A short history of Eutaw Place and two women who helped preserve its charm

Top: Henri Daniels outside her home. Bottom: Once slumlords ruled this 1400 block before a city program helped restore it.

Look up and down the stretch of Eutaw Place that forms Bolton Hill’s southeastern boundary today and you’ll still see gorgeous old brick and brownstone mansions – mostly well-kept and owner-occupied. Many of the city’s most prominent and wealthy professional and mercantile families once resided in the houses along the 1300 to 1800 blocks, from not long after the Civil War until the early 20th Century, when they moved out to Roland Park and beyond.

But by 1972, many of those historic places had been cut up into what the city’s housing director at the time, Robert C. Embry, called “real rabbit warrens.” The Baltimore Sun called Eutaw “a hotbed of petty crime and thievery,” with poor families crammed into small apartments owned by slumlords, in an article headlined City moves to save Eutaw Place.

While there was discussion of demolishing the buildings, Embry kicked off an experimental program to get rid of neglectful landlords and find new owners to rehabilitate, occupy and maintain 11 of the homes and two vacant lots. He was nudged to do so, according to the Sun, by a lawyer and former city council member named Thomas Ward, who lived in Bolton Hill, owned two houses on Eutaw and saw “the possibilities of these magnificent old properties.”

Those 11 buildings had been parceled into 92 apartments along what was said to be the first great urban boulevard with a park (we call them medians) at its center in America. Originally known as Gibson Street, in 1853 the name changed, and Henry Tiffany oversaw the creation of a continuous parkway with fountains, sculptures and gardens. Big residences were going up all around. But a century after its naming, Eutaw was rapidly declining. Two local investors, Maurice Glick and Samuel London, were singled out by the Sun for their predatory practices as landlords in the area, charging low-income tenants excessive rents by the week. A fire in 1962 in the 1300 block of Eutaw claimed the lives of five children.

The city bought or otherwise obtained the properties in 1972 and that’s when Henri Daniels and Cristine Barnes came into the picture. They each qualified under the city’s terms and bought two of the bigger houses, at 1308 and 1405 Eutaw Place. Half a century later, they’re still there, proud owners of those well-preserved properties.

They each paid the city just $1,600 for possession and were provided a construction loan at 3 percent and a city-selected contractor to help bring the properties back to life. Owners had to live in the properties for five years or more. Henri Daniels was living in Sutton Place Apartments and often walked in the neighborhood along Eutaw Place. “I still refer to the median as the ‘park’.” It is one of the most attractive features of Eutaw Place….” She had been born on a farm in North Carolina, moving to Baltimore at age 10 after her parents died, living with an older sister and her husband on North Avenue. By the time the Eutaw Place houses became available, she was working as a city social worker.

The red brick house she acquired was built in the 1870s and had been chopped into seven vacant apartments. “It needed everything – a roof, floors, plumbing, HVAC.” An empty lot next door offered parking. She moved in while the restoration continued, married and gave birth to a daughter who now is a doctor in Baltimore County. Henri occupies one of the house’s four apartments, which, she says, “is about ready for renovation again.”

Christine Barnes met her late husband, Ken, in graduate school in Pittsburgh and with another couple, Marvin and Sara Bingham, moved here. They took jobs, the four of them, in Baltimore County schools. Christine left work to have the first of two children. She recalls that there was a competition to qualify for the houses and that a city employee, who lived in Bolton Hill, tried to discourage them from buying the houses in hopes of getting them for a developer in a shady deal. “We got an appointment and went to see Embry and told him about it.” She and her husband got a house in the 1400 block of Eutaw, near West Lafayette Ave. They “camped out in the basement” during renovation. A spread in the Baltimore News-American on April 28, 1974, on the Eutaw Place project featured a photo of Christine on a ladder spreading solvent and removing old paint from original woodwork.

That house had been originally built around 1865 but in the 1950s or 60’s was “divided into 11 apartments with tiny rooms and kitchens,” she recalled. “It had original wooden trim and plaster moldings, covered by layers and layers of paint and wallpaper.” The city-assigned contractor did the basics, she said, but it was left to her, mostly, to scrape the paint and restore the long-covered finer touches of the house, which are glorious today.

“We were close to one other couple and came to know the others who bought the houses. We became friends.” Some of them sold and left after five years. Her family lived in a large part of the house and rented our three apartments. Her granddaughter lives in one unit now and is helping assemble a history of the house. Ken Barnes died on June 14, 2023.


Word for word, print each record, dropping any image it holds.

START TASK MATERIAL

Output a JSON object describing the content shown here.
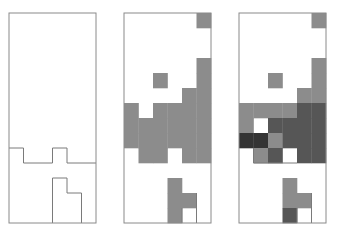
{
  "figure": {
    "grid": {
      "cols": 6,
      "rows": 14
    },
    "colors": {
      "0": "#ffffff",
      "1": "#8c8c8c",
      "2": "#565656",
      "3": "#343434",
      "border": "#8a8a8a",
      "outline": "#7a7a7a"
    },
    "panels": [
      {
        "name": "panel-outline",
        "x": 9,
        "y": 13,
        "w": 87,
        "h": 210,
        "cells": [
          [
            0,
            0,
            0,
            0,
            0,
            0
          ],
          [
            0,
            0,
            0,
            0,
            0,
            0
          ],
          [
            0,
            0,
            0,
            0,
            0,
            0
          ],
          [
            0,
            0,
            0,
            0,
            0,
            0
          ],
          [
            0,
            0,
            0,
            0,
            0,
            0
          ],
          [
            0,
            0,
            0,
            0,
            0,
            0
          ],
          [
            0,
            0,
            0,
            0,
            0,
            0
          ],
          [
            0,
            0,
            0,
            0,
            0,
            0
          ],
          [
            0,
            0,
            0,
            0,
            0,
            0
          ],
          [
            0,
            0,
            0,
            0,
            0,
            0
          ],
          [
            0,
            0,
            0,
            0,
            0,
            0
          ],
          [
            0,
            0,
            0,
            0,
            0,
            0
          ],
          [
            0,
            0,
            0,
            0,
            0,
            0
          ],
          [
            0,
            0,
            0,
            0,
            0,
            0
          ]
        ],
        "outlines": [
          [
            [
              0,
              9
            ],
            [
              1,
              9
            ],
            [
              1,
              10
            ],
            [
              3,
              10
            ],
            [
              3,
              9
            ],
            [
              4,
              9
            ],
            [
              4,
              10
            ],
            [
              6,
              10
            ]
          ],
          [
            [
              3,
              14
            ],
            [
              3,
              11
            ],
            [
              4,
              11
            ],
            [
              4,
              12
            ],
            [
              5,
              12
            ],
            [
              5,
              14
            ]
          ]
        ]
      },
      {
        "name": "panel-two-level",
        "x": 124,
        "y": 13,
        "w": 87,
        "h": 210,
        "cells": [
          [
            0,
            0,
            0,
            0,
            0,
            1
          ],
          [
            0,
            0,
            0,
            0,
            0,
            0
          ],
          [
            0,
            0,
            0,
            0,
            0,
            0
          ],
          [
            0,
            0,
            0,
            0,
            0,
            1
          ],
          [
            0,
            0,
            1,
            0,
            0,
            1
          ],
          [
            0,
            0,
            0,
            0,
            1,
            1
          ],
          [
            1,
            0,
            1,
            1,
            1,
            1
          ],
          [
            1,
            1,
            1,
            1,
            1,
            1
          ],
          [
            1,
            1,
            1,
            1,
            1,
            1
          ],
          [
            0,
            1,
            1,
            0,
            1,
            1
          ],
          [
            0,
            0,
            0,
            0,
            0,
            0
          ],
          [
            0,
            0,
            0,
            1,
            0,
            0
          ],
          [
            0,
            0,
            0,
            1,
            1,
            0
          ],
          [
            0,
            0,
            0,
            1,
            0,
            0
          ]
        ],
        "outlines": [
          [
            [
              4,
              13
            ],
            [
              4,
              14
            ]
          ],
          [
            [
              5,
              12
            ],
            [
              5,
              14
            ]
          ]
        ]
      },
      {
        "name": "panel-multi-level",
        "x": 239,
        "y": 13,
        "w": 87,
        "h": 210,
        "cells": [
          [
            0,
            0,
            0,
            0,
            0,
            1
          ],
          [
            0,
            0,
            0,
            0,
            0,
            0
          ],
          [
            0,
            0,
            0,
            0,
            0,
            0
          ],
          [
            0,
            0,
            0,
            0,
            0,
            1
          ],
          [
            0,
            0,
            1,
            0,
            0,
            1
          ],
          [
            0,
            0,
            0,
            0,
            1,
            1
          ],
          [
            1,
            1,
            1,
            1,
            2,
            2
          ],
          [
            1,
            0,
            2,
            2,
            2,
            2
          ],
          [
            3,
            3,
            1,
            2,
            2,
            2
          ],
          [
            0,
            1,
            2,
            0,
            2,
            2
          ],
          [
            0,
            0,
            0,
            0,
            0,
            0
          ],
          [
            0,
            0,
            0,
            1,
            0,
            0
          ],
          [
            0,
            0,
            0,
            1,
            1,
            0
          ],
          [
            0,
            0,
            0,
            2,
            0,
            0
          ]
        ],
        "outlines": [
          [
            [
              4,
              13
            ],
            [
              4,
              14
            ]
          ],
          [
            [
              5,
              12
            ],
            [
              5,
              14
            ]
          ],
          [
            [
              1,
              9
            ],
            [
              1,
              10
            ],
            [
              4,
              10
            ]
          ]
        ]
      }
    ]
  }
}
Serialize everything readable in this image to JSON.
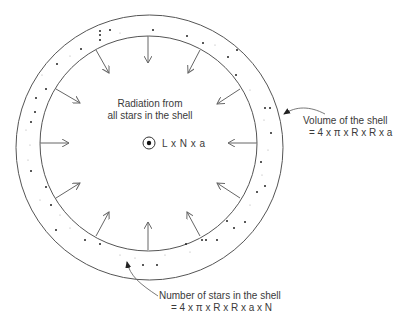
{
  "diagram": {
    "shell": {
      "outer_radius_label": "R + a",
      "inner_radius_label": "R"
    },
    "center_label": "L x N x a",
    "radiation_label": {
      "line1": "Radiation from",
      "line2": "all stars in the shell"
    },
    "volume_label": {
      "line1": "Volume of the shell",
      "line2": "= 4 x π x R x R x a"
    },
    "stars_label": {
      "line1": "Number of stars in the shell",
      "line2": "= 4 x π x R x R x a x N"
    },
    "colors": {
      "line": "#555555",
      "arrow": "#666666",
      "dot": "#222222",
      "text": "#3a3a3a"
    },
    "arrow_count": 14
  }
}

END TASK MATERIAL

### [RESULT]
Output a JSON object describing the content shown here.
{
  "figure": {
    "grid": {
      "cols": 6,
      "rows": 14
    },
    "colors": {
      "0": "#ffffff",
      "1": "#8c8c8c",
      "2": "#565656",
      "3": "#343434",
      "border": "#8a8a8a",
      "outline": "#7a7a7a"
    },
    "panels": [
      {
        "name": "panel-outline",
        "x": 9,
        "y": 13,
        "w": 87,
        "h": 210,
        "cells": [
          [
            0,
            0,
            0,
            0,
            0,
            0
          ],
          [
            0,
            0,
            0,
            0,
            0,
            0
          ],
          [
            0,
            0,
            0,
            0,
            0,
            0
          ],
          [
            0,
            0,
            0,
            0,
            0,
            0
          ],
          [
            0,
            0,
            0,
            0,
            0,
            0
          ],
          [
            0,
            0,
            0,
            0,
            0,
            0
          ],
          [
            0,
            0,
            0,
            0,
            0,
            0
          ],
          [
            0,
            0,
            0,
            0,
            0,
            0
          ],
          [
            0,
            0,
            0,
            0,
            0,
            0
          ],
          [
            0,
            0,
            0,
            0,
            0,
            0
          ],
          [
            0,
            0,
            0,
            0,
            0,
            0
          ],
          [
            0,
            0,
            0,
            0,
            0,
            0
          ],
          [
            0,
            0,
            0,
            0,
            0,
            0
          ],
          [
            0,
            0,
            0,
            0,
            0,
            0
          ]
        ],
        "outlines": [
          [
            [
              0,
              9
            ],
            [
              1,
              9
            ],
            [
              1,
              10
            ],
            [
              3,
              10
            ],
            [
              3,
              9
            ],
            [
              4,
              9
            ],
            [
              4,
              10
            ],
            [
              6,
              10
            ]
          ],
          [
            [
              3,
              14
            ],
            [
              3,
              11
            ],
            [
              4,
              11
            ],
            [
              4,
              12
            ],
            [
              5,
              12
            ],
            [
              5,
              14
            ]
          ]
        ]
      },
      {
        "name": "panel-two-level",
        "x": 124,
        "y": 13,
        "w": 87,
        "h": 210,
        "cells": [
          [
            0,
            0,
            0,
            0,
            0,
            1
          ],
          [
            0,
            0,
            0,
            0,
            0,
            0
          ],
          [
            0,
            0,
            0,
            0,
            0,
            0
          ],
          [
            0,
            0,
            0,
            0,
            0,
            1
          ],
          [
            0,
            0,
            1,
            0,
            0,
            1
          ],
          [
            0,
            0,
            0,
            0,
            1,
            1
          ],
          [
            1,
            0,
            1,
            1,
            1,
            1
          ],
          [
            1,
            1,
            1,
            1,
            1,
            1
          ],
          [
            1,
            1,
            1,
            1,
            1,
            1
          ],
          [
            0,
            1,
            1,
            0,
            1,
            1
          ],
          [
            0,
            0,
            0,
            0,
            0,
            0
          ],
          [
            0,
            0,
            0,
            1,
            0,
            0
          ],
          [
            0,
            0,
            0,
            1,
            1,
            0
          ],
          [
            0,
            0,
            0,
            1,
            0,
            0
          ]
        ],
        "outlines": [
          [
            [
              4,
              13
            ],
            [
              4,
              14
            ]
          ],
          [
            [
              5,
              12
            ],
            [
              5,
              14
            ]
          ]
        ]
      },
      {
        "name": "panel-multi-level",
        "x": 239,
        "y": 13,
        "w": 87,
        "h": 210,
        "cells": [
          [
            0,
            0,
            0,
            0,
            0,
            1
          ],
          [
            0,
            0,
            0,
            0,
            0,
            0
          ],
          [
            0,
            0,
            0,
            0,
            0,
            0
          ],
          [
            0,
            0,
            0,
            0,
            0,
            1
          ],
          [
            0,
            0,
            1,
            0,
            0,
            1
          ],
          [
            0,
            0,
            0,
            0,
            1,
            1
          ],
          [
            1,
            1,
            1,
            1,
            2,
            2
          ],
          [
            1,
            0,
            2,
            2,
            2,
            2
          ],
          [
            3,
            3,
            1,
            2,
            2,
            2
          ],
          [
            0,
            1,
            2,
            0,
            2,
            2
          ],
          [
            0,
            0,
            0,
            0,
            0,
            0
          ],
          [
            0,
            0,
            0,
            1,
            0,
            0
          ],
          [
            0,
            0,
            0,
            1,
            1,
            0
          ],
          [
            0,
            0,
            0,
            2,
            0,
            0
          ]
        ],
        "outlines": [
          [
            [
              4,
              13
            ],
            [
              4,
              14
            ]
          ],
          [
            [
              5,
              12
            ],
            [
              5,
              14
            ]
          ],
          [
            [
              1,
              9
            ],
            [
              1,
              10
            ],
            [
              4,
              10
            ]
          ]
        ]
      }
    ]
  }
}
Serialize everything readable in this image to JSON.
{
  "diagram": {
    "shell": {
      "outer_radius_label": "R + a",
      "inner_radius_label": "R"
    },
    "center_label": "L x N x a",
    "radiation_label": {
      "line1": "Radiation from",
      "line2": "all stars in the shell"
    },
    "volume_label": {
      "line1": "Volume of the shell",
      "line2": "= 4 x π x R x R x a"
    },
    "stars_label": {
      "line1": "Number of stars in the shell",
      "line2": "= 4 x π x R x R x a x N"
    },
    "colors": {
      "line": "#555555",
      "arrow": "#666666",
      "dot": "#222222",
      "text": "#3a3a3a"
    },
    "arrow_count": 14
  }
}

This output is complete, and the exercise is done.